Risankizumab is only recommended if the company provides it according to the commercial arrangement.
1.2
If people with the condition and their clinicians consider risankizumab to be 1 of a range of suitable treatments, after discussing the advantages and disadvantages of all the options, use the least expensive. Take account of administration costs, dosage, price per dose and commercial arrangements.
1.3
These recommendations are not intended to affect treatment with risankizumab that was started in the NHS before this guidance was published. People having treatment outside these recommendations may continue without change to the funding arrangements in place for them before this guidance was published, until they and their NHS clinician consider it appropriate to stop.

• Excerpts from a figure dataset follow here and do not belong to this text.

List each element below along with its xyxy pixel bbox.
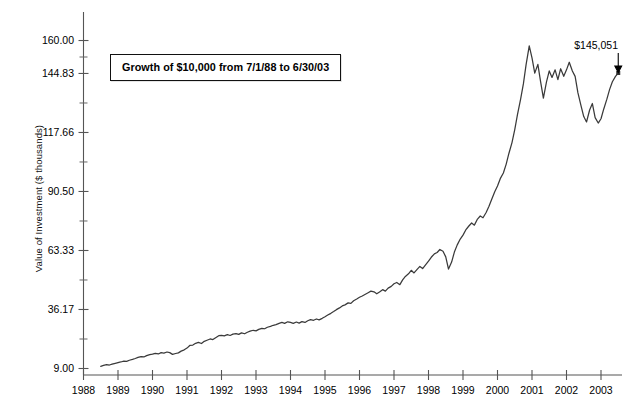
- callout-arrow-icon: [615, 53, 622, 73]
- end-value-callout: $145,051: [574, 39, 618, 51]
- data-line-growth: [101, 46, 619, 366]
- annotation-box: Growth of $10,000 from 7/1/88 to 6/30/03: [110, 54, 341, 81]
- chart-canvas: Value of Investment ($ thousands) 9.0036…: [0, 0, 640, 403]
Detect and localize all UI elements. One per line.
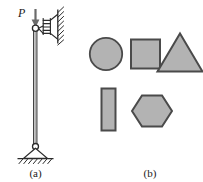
engineering-figure: P bbox=[0, 0, 203, 182]
rectangle-shape bbox=[102, 89, 116, 131]
coil-spring-icon bbox=[39, 15, 58, 40]
load-label-p: P bbox=[17, 6, 26, 20]
support-triangle-icon bbox=[24, 148, 48, 158]
ground-support-hatching bbox=[18, 159, 54, 164]
panel-a-group: P bbox=[17, 6, 64, 180]
triangle-shape bbox=[158, 34, 203, 72]
square-shape bbox=[131, 40, 160, 69]
caption-panel-a: (a) bbox=[29, 167, 42, 180]
caption-panel-b: (b) bbox=[144, 167, 157, 180]
bottom-pin-support bbox=[24, 144, 48, 159]
column-member bbox=[34, 28, 37, 146]
figure-canvas: P bbox=[0, 0, 203, 182]
wall-hatching bbox=[58, 7, 64, 45]
hexagon-shape bbox=[132, 96, 172, 127]
circle-shape bbox=[90, 38, 122, 70]
panel-b-group: (b) bbox=[90, 34, 203, 181]
top-hinge-pin-icon bbox=[32, 25, 38, 31]
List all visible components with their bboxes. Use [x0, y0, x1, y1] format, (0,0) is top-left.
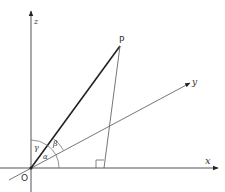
y-axis-label: y	[191, 77, 198, 87]
vector-direction-angles-diagram: O x y z P γ β α	[0, 0, 225, 192]
gamma-label: γ	[34, 143, 39, 152]
z-axis-label: z	[33, 17, 39, 26]
y-axis	[9, 83, 190, 180]
origin-point	[29, 166, 32, 169]
beta-label: β	[52, 139, 58, 148]
origin-label: O	[21, 173, 28, 183]
x-axis-label: x	[205, 155, 211, 166]
alpha-label: α	[43, 153, 48, 161]
point-p-label: P	[119, 35, 125, 45]
right-angle-marker	[96, 160, 104, 168]
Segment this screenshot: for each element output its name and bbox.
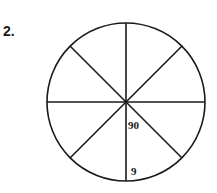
radius-label: 9	[131, 165, 137, 177]
circle-diagram: 90 9	[0, 0, 217, 193]
angle-label: 90	[128, 119, 140, 131]
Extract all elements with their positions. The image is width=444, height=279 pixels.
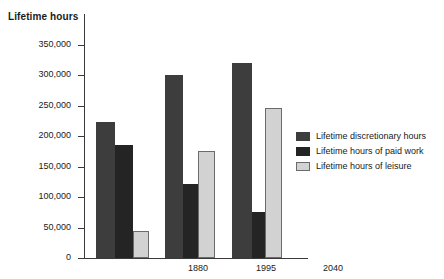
y-axis-title: Lifetime hours — [8, 11, 78, 22]
chart-legend: Lifetime discretionary hoursLifetime hou… — [296, 130, 426, 175]
y-axis-tick-label: 50,000 — [43, 223, 71, 232]
x-axis-label-2040: 2040 — [308, 263, 358, 273]
plot-area — [84, 14, 308, 258]
legend-swatch-icon — [296, 162, 310, 171]
bar-1995-series-1 — [165, 75, 183, 258]
legend-swatch-icon — [296, 132, 310, 141]
bar-2040-series-1 — [232, 63, 252, 258]
y-axis-tick-label: 0 — [66, 253, 71, 262]
y-axis-tick-label: 300,000 — [38, 70, 71, 79]
legend-item-label: Lifetime discretionary hours — [316, 131, 426, 142]
y-axis-tick-label: 150,000 — [38, 162, 71, 171]
x-axis-label-1880: 1880 — [173, 263, 223, 273]
legend-item: Lifetime hours of leisure — [296, 160, 426, 173]
legend-item-label: Lifetime hours of paid work — [316, 146, 424, 157]
legend-swatch-icon — [296, 147, 310, 156]
x-axis-line — [84, 258, 308, 259]
y-axis-tick-label: 350,000 — [38, 40, 71, 49]
legend-item: Lifetime hours of paid work — [296, 145, 426, 158]
y-axis-tick — [78, 258, 84, 259]
bar-2040-series-3 — [265, 108, 282, 258]
bar-chart: Lifetime hours 050,000100,000150,000200,… — [0, 0, 444, 279]
x-axis-label-1995: 1995 — [241, 263, 291, 273]
bar-1880-series-3 — [133, 231, 149, 258]
y-axis-tick-label: 100,000 — [38, 192, 71, 201]
bar-1995-series-3 — [198, 151, 215, 258]
y-axis-tick-label: 250,000 — [38, 101, 71, 110]
bar-2040-series-2 — [252, 212, 265, 258]
legend-item: Lifetime discretionary hours — [296, 130, 426, 143]
y-axis-tick-label: 200,000 — [38, 131, 71, 140]
bar-1995-series-2 — [183, 184, 198, 258]
bar-1880-series-2 — [115, 145, 133, 258]
bar-1880-series-1 — [96, 122, 115, 258]
legend-item-label: Lifetime hours of leisure — [316, 161, 412, 172]
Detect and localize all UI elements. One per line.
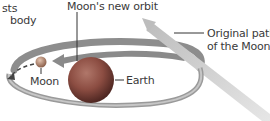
partial-label-line2: body [10,14,36,27]
earth-label: Earth [126,74,155,87]
moon-label: Moon [30,75,59,88]
original-path-label-line1: Original path [207,27,270,40]
orbit-diagram [0,0,270,121]
moon-sphere [36,57,47,68]
new-orbit-arrow [52,54,185,68]
new-orbit-label: Moon's new orbit [67,0,158,13]
earth-sphere [68,57,114,103]
original-path-label-line2: of the Moon [207,40,270,53]
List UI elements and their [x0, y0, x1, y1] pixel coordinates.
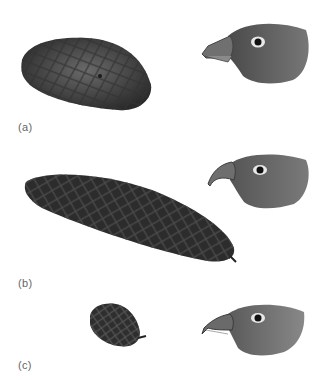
- panel-label-b: (b): [18, 277, 32, 289]
- bird-head-a: [198, 18, 313, 88]
- pine-cone-a-icon: [18, 30, 158, 120]
- crossbill-head-a-icon: [198, 18, 313, 88]
- panel-label-a: (a): [18, 121, 32, 133]
- bird-head-b: [204, 150, 314, 215]
- crossbill-head-b-icon: [204, 150, 314, 215]
- bird-head-c: [198, 300, 313, 360]
- panel-label-c: (c): [18, 359, 32, 371]
- crossbill-head-c-icon: [198, 300, 313, 360]
- cone-c: [86, 300, 151, 350]
- cone-a: [18, 30, 158, 120]
- pine-cone-c-icon: [86, 300, 151, 350]
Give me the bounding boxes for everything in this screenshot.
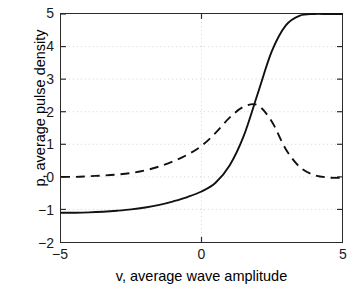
series-line-1 [61,14,342,213]
x-axis-label: v, average wave amplitude [60,268,343,284]
x-tick-label: 5 [339,247,347,261]
x-axis-tick-labels: −505 [60,247,343,267]
y-axis-label: p, average pulse density [32,0,48,228]
x-tick-label: −5 [52,247,68,261]
x-tick-label: 0 [198,247,206,261]
data-curves [61,14,342,242]
chart-figure: −2−1012345 −505 p, average pulse density… [0,0,359,295]
series-line-2 [61,104,342,178]
plot-area [60,13,343,243]
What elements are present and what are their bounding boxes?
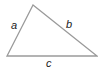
triangle-diagram: a b c [0,0,98,74]
triangle-shape [7,5,97,56]
side-c-label: c [46,57,52,69]
triangle-figure: a b c [0,0,98,74]
side-b-label: b [66,18,72,30]
side-a-label: a [11,19,17,31]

For young people, this decision should be made jointly by the clinician, the young person, and their parents or carers.
Why the committee made these recommendations
Standard treatments for moderately to severely active Crohn's disease when conventional treatments stop working are biological treatments (such as TNF-alpha inhibitors [adalimumab and infliximab], ustekinumab and vedolizumab). Risankizumab is another biological treatment.
Clinical trial evidence suggests that risankizumab reduces symptoms and increases the likelihood of disease remission compared with placebo. Results from indirect comparisons of risankizumab with other biological treatments are uncertain. But there is enough evidence to suggest it is as effective as vedolizumab, a treatment recommended by NICE for use after a TNF-alpha inhibitor or when TNF-alpha inhibitors are not suitable.
A cost comparison of risankizumab with vedolizumab suggests that risankizumab has similar or lower costs than vedolizumab. NICE considers risankizumab an acceptable use of NHS resources. This is when it is used after a biological treatment has not worked well enough, has stopped working, or was not tolerated, or TNF-alpha inhibitors are unsuitable. So, risankizumab is recommended.